The US began launching dozens of deadly military strikes against alleged drug-smuggling boats in the Caribbean Sea and eastern Pacific in September, with the Trump administration claiming it has a right to carry out the deadly attacks as part of a wider military offensive against so-called “narco-terrorists”.

However, rights groups have decried the campaign as a series of extrajudicial killings, arguing that Trump’s deadly tactics deny those targeted of anything that approaches due process. Legal experts have also dismissed Trump’s claims that suspects in drug-related crimes are equivalent to “unlawful combatants” in an “armed conflict”.

International Response

The Inter-American Commission on Human Rights, based in Guatemala City, Guatemala, is an independent investigative body within the Organization of American States, of which the US was a founding member in 1948. The commission has launched a range of human rights investigations in recent decades, including probes into the 2014 mass kidnapping of 43 students in Iguala, Mexico.
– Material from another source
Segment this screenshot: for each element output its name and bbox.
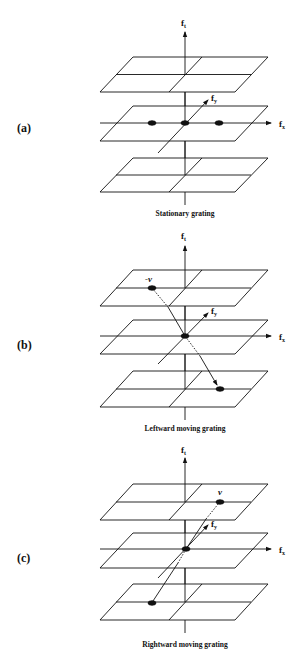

Angelo Guisado, a senior staff lawyer at the Center for Constitutional Rights, said a fuller accounting of the US actions is needed to prevent future abuses. He is among the experts testifying on Friday, and hopes that the commission can do some investigation into the US actions.

The US Department of Justice has not released the Office of Legal Counsel’s official reasoning for the boat strikes, considered the foundational legal document for the military actions. A separate memorandum from that office addressed the US abduction of Venezuelan President Nicolas Maduro on January 3, which it framed as a drug enforcement action.